Combined cycles cascade a Brayton cycle (topping) with a Rankine cycle (bottoming) to utilize high-temperature gas turbine exhaust efficiently. Heat recovery steam generators (HRSG) replace the condenser, increasing overall efficiency to 50-60%. Cogeneration simultaneously produces electricity and useful heat (steam or hot water). Pinch point analysis optimizes HRSG design and operating pressure selection.
From your study of the Brayton and Rankine cycles separately, you know that each has characteristic second-law losses. The Brayton cycle operates at very high temperatures (combustion gases at 1000–1400°C at the turbine inlet) but rejects heat at relatively high temperatures too — exhaust leaving the gas turbine is still 400–600°C. A standalone gas turbine simply discards this hot exhaust to the atmosphere. The combined cycle solves this by treating the Brayton cycle's waste heat as the Rankine cycle's heat input. The heat recovery steam generator (HRSG) sits between the two cycles: it is a heat exchanger in which hot exhaust gas heats feedwater, generates steam, and superheats it before the steam turbine. The gas turbine provides power on the topping pass; the steam turbine recovers what would otherwise be stack losses.
The thermodynamic efficiency gain follows directly from the second law. Carnot efficiency is limited by (T_H − T_L)/T_H. The combined cycle effectively extends the active temperature range: T_H is set by the high combustion temperature of the gas cycle, while T_L is set by the steam condenser operating near ambient. Neither cycle alone achieves this full range. A modern combined-cycle gas turbine (CCGT) plant achieves 55–62% lower-heating-value efficiency, compared to roughly 35–40% for a Brayton cycle alone and 35–45% for a supercritical Rankine cycle alone. The improvement is not magic — it is second-law bookkeeping applied consistently across both cycles.
Pinch point analysis is the key design constraint for the HRSG. When you plot flue gas temperature against heat transferred (a T-Q diagram), the flue gas cools from left to right while the water/steam heats and boils at constant pressure. The pinch point is the location of minimum temperature difference between the two streams. Thermodynamics requires the flue gas to always be hotter than the water-steam mixture it is heating, so the pinch point temperature difference must remain positive. A smaller pinch (5–10°C) recovers more heat but requires a larger, more expensive heat exchanger; a larger pinch (20–30°C) is cheaper but wastes more exhaust energy. HRSG operating pressure is chosen to place the pinch point optimally — changing the steam pressure shifts the boiling temperature and thus the shape of the water-steam curve on the T-Q diagram.

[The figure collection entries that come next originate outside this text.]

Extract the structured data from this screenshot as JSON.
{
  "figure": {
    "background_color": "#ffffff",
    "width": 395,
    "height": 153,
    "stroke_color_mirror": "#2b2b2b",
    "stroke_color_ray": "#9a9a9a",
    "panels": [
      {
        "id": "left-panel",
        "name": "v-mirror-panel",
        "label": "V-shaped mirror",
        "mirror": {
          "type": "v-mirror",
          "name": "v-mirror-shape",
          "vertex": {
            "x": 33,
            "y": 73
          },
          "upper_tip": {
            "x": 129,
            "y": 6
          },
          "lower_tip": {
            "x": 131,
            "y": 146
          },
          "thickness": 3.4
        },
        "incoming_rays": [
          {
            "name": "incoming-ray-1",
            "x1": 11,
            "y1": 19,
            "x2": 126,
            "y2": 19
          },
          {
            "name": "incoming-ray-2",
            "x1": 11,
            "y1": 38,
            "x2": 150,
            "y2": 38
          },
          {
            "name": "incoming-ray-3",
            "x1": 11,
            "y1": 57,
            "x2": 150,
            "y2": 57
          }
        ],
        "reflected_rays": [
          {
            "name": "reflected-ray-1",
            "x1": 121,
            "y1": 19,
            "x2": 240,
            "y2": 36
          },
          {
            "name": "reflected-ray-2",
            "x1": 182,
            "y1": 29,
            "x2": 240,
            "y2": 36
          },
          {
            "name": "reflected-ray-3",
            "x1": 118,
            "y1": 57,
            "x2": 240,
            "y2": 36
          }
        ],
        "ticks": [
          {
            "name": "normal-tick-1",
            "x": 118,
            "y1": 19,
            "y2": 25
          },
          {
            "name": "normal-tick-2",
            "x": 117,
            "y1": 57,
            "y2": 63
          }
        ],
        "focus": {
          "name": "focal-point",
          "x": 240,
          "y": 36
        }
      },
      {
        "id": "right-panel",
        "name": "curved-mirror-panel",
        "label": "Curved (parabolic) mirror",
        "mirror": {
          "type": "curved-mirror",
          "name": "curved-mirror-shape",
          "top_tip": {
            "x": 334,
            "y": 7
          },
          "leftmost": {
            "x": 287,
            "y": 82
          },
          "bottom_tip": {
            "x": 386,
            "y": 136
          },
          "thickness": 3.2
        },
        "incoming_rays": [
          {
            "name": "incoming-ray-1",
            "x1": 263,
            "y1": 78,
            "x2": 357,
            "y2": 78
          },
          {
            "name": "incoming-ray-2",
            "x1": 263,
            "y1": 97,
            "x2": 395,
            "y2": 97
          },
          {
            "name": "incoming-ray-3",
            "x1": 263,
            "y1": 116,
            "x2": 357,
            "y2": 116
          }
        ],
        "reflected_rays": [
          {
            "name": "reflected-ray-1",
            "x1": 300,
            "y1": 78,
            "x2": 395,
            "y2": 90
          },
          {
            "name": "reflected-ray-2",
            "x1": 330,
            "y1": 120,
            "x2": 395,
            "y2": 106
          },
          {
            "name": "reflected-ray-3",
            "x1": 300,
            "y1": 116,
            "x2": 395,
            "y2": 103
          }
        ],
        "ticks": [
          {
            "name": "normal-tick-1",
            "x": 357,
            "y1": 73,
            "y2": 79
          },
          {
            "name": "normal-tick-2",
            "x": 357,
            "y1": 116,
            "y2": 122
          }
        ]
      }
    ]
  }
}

Cogeneration extends the concept beyond pure power generation: rather than condensing all steam back to liquid (discarding its latent heat), some steam is extracted and used for process heating, district hot water, absorption chilling, or industrial applications. The key metric is utilization factor — total useful energy output (electricity plus process heat) divided by fuel input. Cogeneration systems routinely achieve utilization factors above 80%, compared to 35–45% for electricity-only plants. This is why hospitals, universities, and manufacturing facilities with simultaneous electricity and heat demands install combined heat and power (CHP) systems: the same fuel input delivers both outputs far more efficiently than purchasing grid electricity and burning fuel separately for heat.